Unfortunately, this is a known issue
http://trac.sagemath.org/ticket/13892
It has to do with a change they made in Mathematica 9. Personally, my
work-around is just to use Mathematica 8, though someone has proposed an
actual fix that has not yet been incorporated into Sage:
http://trac.sagema
Hello!
I always have the same problem, and I don't know why it doesn't work
on my computer; I have sage.4.0.2 installed.
--> 44 sage_stuff = sage_eval(string,locals=
{'E':'E','x':'x','y':'y'})
45 return sage_stuff
46
/usr/local/src/sage-4.0.2/local/lib/python2.5/site-packages
Hi Felix,
On Sat, Aug 15, 2009 at 11:06 PM, thelamecamel wrote:
>
> Hi Viny,
>
> The following works for me:
>
> def mmatosage(mma_list):
># Convert the mathematica object to a string
>string = repr(mma_list)
># Convert mathematica-style {} to python style []
>string = string.repl
Hi Viny,
The following works for me:
def mmatosage(mma_list):
# Convert the mathematica object to a string
string = repr(mma_list)
# Convert mathematica-style {} to python style []
string = string.replace('{','[').replace('}',']')
# Replace mathematica's crazy exponent notati
Hello everybody!
Thanks for your help.
I'm realizing that i'm definitely really bad in sage, perhaps i'll be
best in another life!!lol!
This is a piece of a code for changing a symbolic mathematica list
expression to a sage list expression:
def mmatosage(mma_list):
# Convert the mathematica
Oh right, sorry. I always do that and then remember after the syntax
error...
On Aug 14, 6:35 pm, William Stein wrote:
> On Fri, Aug 14, 2009 at 4:32 PM, Marshall Hampton wrote:
>
> > You probably have to pass in the "dx" as a local variable, i.e. do
> > something like
>
> > sage_stuff = sage_e
On Fri, Aug 14, 2009 at 4:32 PM, Marshall Hampton wrote:
>
> You probably have to pass in the "dx" as a local variable, i.e. do
> something like
>
> sage_stuff = sage_eval(expr, locals = {'dx' = 'dx'})
It's {'dx':'dx'} or something like that. Definitely not 'dx' = 'dx'.
>
> where expr is your m
You probably have to pass in the "dx" as a local variable, i.e. do
something like
sage_stuff = sage_eval(expr, locals = {'dx' = 'dx'})
where expr is your mathematica expression.
-Marshall Hampton
On Aug 14, 1:49 pm, Viny wrote:
> Thanks for your help Felix, with your ideas i made progresses.
Thanks for your help Felix, with your ideas i made progresses. But the
problem isn't fixe yet. Since i have some symbolic variable such 'dx'
in my expressions, the
code's line --> 500 return eval(string, {'I': numpy.complex(0,1)})
generate this folowing error
NameError: name 'dx' is not define
Hi Viny,
Sage's mathematica support at present seems to be geared towards
sending data to mathematica and printing the results to the screen,
rather than getting mathematica's results back into sage for data
manipulation. So the going may be a little rough.
Sage can convert its own arrays into
Viny wrote:
>
> On 13 août, 10:47, Viny wrote:
>> Hi,
>>
>> I have a problem of memory into maxima when it performs a symbolic
>> expression of an hessian matrix. This symbolic expression of the
>> hessian seems to be too big. My sage program is written using python.
>> And i want to compute the
Viny wrote:
> Hi,
>
> I have a problem of memory into maxima when it performs a symbolic
> expression of an hessian matrix. This symbolic expression of the
> hessian seems to be too big. My sage program is written using python.
> And i want to compute the hessian matrix with mathematica 6.0 in my
On 13 août, 12:26, Viny wrote:
> On 13 août, 10:47, Viny wrote:
>
> > Hi,
>
> > I have a problem of memory into maxima when it performs a symbolic
> > expression of an hessian matrix. This symbolic expression of the
> > hessian seems to be too big. My sage program is written using python.
> >
On 13 août, 10:47, Viny wrote:
> Hi,
>
> I have a problem of memory into maxima when it performs a symbolic
> expression of an hessian matrix. This symbolic expression of the
> hessian seems to be too big. My sage program is written using python.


■ Work instructions: Exact copies of the line with "Get detection for human face." and of all lines after it through the end of the entries are required, and no other lines.
[Start of section]
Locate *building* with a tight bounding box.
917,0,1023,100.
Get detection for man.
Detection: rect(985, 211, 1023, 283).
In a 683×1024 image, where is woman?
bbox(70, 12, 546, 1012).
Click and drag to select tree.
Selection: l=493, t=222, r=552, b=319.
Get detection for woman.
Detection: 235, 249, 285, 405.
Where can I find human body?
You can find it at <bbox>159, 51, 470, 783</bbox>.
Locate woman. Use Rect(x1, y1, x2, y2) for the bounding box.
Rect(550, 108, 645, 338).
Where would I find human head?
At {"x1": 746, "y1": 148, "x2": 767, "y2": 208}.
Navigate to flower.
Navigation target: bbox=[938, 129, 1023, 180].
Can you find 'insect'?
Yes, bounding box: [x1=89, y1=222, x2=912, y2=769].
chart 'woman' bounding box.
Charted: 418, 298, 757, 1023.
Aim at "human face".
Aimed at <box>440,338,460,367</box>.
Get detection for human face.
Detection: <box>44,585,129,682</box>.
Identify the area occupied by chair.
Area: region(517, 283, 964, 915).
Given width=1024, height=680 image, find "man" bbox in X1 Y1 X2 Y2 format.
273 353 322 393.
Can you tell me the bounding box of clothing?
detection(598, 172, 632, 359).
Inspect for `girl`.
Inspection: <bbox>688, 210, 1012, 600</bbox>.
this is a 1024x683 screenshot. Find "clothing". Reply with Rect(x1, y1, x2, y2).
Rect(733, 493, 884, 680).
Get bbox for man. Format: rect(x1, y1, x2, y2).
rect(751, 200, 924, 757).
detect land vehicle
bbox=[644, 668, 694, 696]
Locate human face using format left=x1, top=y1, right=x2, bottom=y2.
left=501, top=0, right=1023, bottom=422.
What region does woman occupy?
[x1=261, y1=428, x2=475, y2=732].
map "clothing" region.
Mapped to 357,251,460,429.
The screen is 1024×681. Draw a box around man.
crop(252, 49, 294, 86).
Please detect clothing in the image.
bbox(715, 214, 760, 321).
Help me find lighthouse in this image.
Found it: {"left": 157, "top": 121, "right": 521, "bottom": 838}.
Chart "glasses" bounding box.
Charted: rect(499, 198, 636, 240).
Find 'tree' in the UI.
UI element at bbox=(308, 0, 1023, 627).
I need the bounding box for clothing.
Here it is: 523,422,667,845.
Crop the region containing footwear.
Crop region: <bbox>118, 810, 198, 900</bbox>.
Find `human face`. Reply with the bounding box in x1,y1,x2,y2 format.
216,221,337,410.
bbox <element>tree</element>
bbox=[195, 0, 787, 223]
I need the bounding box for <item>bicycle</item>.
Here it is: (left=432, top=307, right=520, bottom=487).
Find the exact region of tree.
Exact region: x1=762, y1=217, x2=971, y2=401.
[End of section]
■ Response box:
Get detection for human face.
Detection: <box>44,585,129,682</box>.
Identify the area occupied by chair.
Area: region(517, 283, 964, 915).
Given width=1024, height=680 image, find "man" bbox in X1 Y1 X2 Y2 format.
273 353 322 393.
Can you tell me the bounding box of clothing?
detection(598, 172, 632, 359).
Inspect for `girl`.
Inspection: <bbox>688, 210, 1012, 600</bbox>.
this is a 1024x683 screenshot. Find "clothing". Reply with Rect(x1, y1, x2, y2).
Rect(733, 493, 884, 680).
Get bbox for man. Format: rect(x1, y1, x2, y2).
rect(751, 200, 924, 757).
detect land vehicle
bbox=[644, 668, 694, 696]
Locate human face using format left=x1, top=y1, right=x2, bottom=y2.
left=501, top=0, right=1023, bottom=422.
What region does woman occupy?
[x1=261, y1=428, x2=475, y2=732].
map "clothing" region.
Mapped to 357,251,460,429.
The screen is 1024×681. Draw a box around man.
crop(252, 49, 294, 86).
Please detect clothing in the image.
bbox(715, 214, 760, 321).
Help me find lighthouse in this image.
Found it: {"left": 157, "top": 121, "right": 521, "bottom": 838}.
Chart "glasses" bounding box.
Charted: rect(499, 198, 636, 240).
Find 'tree' in the UI.
UI element at bbox=(308, 0, 1023, 627).
I need the bounding box for clothing.
Here it is: 523,422,667,845.
Crop the region containing footwear.
Crop region: <bbox>118, 810, 198, 900</bbox>.
Find `human face`. Reply with the bounding box in x1,y1,x2,y2 format.
216,221,337,410.
bbox <element>tree</element>
bbox=[195, 0, 787, 223]
I need the bounding box for <item>bicycle</item>.
Here it is: (left=432, top=307, right=520, bottom=487).
Find the exact region of tree.
Exact region: x1=762, y1=217, x2=971, y2=401.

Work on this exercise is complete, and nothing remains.